Charlie Hebdo Vows to Publish a Million Copies Next Week
Weekly newspaper will print less than a week after deadly attack.
-- The surviving editors and staff at satirical newspaper Charlie Hebdo have vowed not to let the deadly attack on their Paris office stop them from publishing a new issue next week, increasing its production to 1 million copies from the usual 50,000 a week.
Patrick Pelloux, a contributor to the magazine and an emergency room doctor, said in an interview on i-Tele that the magazine would come out next week.
"I have come here to tell you that the newspaper will continue because they have not won and Charb, Cabu, Wolinski, Bernard Maris, Honore, Elsa, Tignous, Mustapha and the guard who was killed and was tasked with protecting us have not died in vain," said Pelloux, according to The Associated Press, referencing those who were killed.
Of the 12 people killed by gunman Wednesday, nine were Charlie Hebdo staff or contributors.
The remaining team members are being helped by staff at fellow media outlets and magazines, including the editors of fellow satirical magazine Sine Monthly, which offered to provide content and resources.
"The designers, proofreaders, editors, have responded without hesitation, 'present,'" they said in a translated statement.
Multiple radio, television and newspaper companies met at the French Culture Ministry to discuss helping to publish Charlie Hebdo, according to the Agence-France Presse.
“We have a mission,” Culture Minister Fleur Pellerin said after the meeting, according to the Toronto Star. “We have to organize ourselves so the next edition of Charlie Hebdo comes out.”
An attorney for the magazine said next week's publication will far exceed its normal size with 1 million copies printed. The magazine usually produces 50,000 copies of an issue and has a readership of about 30,000 weekly readers.
The magazine will only be eight pages long, according to the AFP.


WHAT YOU HAVE TO DO: Word-for-word reproduction, images excluded: copy every entry below.

****************

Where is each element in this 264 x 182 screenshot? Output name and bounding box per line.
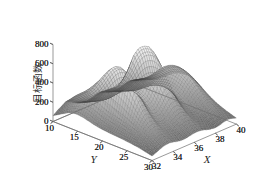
surface-plot-figure: 目标函数 020040060080010152025303234363840YX… (0, 0, 264, 182)
y-tick-label: 10 (45, 123, 55, 133)
z-tick-label: 400 (35, 77, 49, 87)
y-tick-label: 15 (70, 132, 80, 142)
y-tick-label: 25 (119, 152, 129, 162)
y-tick-label: 20 (95, 142, 105, 152)
y-axis-label: Y (90, 153, 98, 165)
z-tick-label: 600 (35, 58, 49, 68)
z-tick-label: 800 (35, 39, 49, 49)
surface-plot-canvas: 020040060080010152025303234363840YX02004… (0, 0, 264, 182)
x-tick-label: 36 (194, 143, 204, 153)
x-axis-label: X (203, 153, 212, 165)
z-tick-label: 200 (35, 97, 49, 107)
x-tick-label: 40 (237, 125, 247, 135)
x-tick-label: 38 (215, 134, 225, 144)
x-tick-label: 34 (173, 152, 183, 162)
y-tick-label: 30 (144, 162, 154, 172)
x-tick-label: 32 (152, 161, 161, 171)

****************

WORKED SOLUTION:
Where is each element in this 264 x 182 screenshot? Output name and bounding box per line.
surface-plot-figure: 目标函数 020040060080010152025303234363840YX… (0, 0, 264, 182)
y-tick-label: 10 (45, 123, 55, 133)
z-tick-label: 400 (35, 77, 49, 87)
y-tick-label: 15 (70, 132, 80, 142)
y-tick-label: 25 (119, 152, 129, 162)
y-tick-label: 20 (95, 142, 105, 152)
y-axis-label: Y (90, 153, 98, 165)
z-tick-label: 600 (35, 58, 49, 68)
z-tick-label: 800 (35, 39, 49, 49)
surface-plot-canvas: 020040060080010152025303234363840YX02004… (0, 0, 264, 182)
x-tick-label: 36 (194, 143, 204, 153)
x-axis-label: X (203, 153, 212, 165)
z-tick-label: 200 (35, 97, 49, 107)
x-tick-label: 40 (237, 125, 247, 135)
x-tick-label: 38 (215, 134, 225, 144)
x-tick-label: 34 (173, 152, 183, 162)
y-tick-label: 30 (144, 162, 154, 172)
x-tick-label: 32 (152, 161, 161, 171)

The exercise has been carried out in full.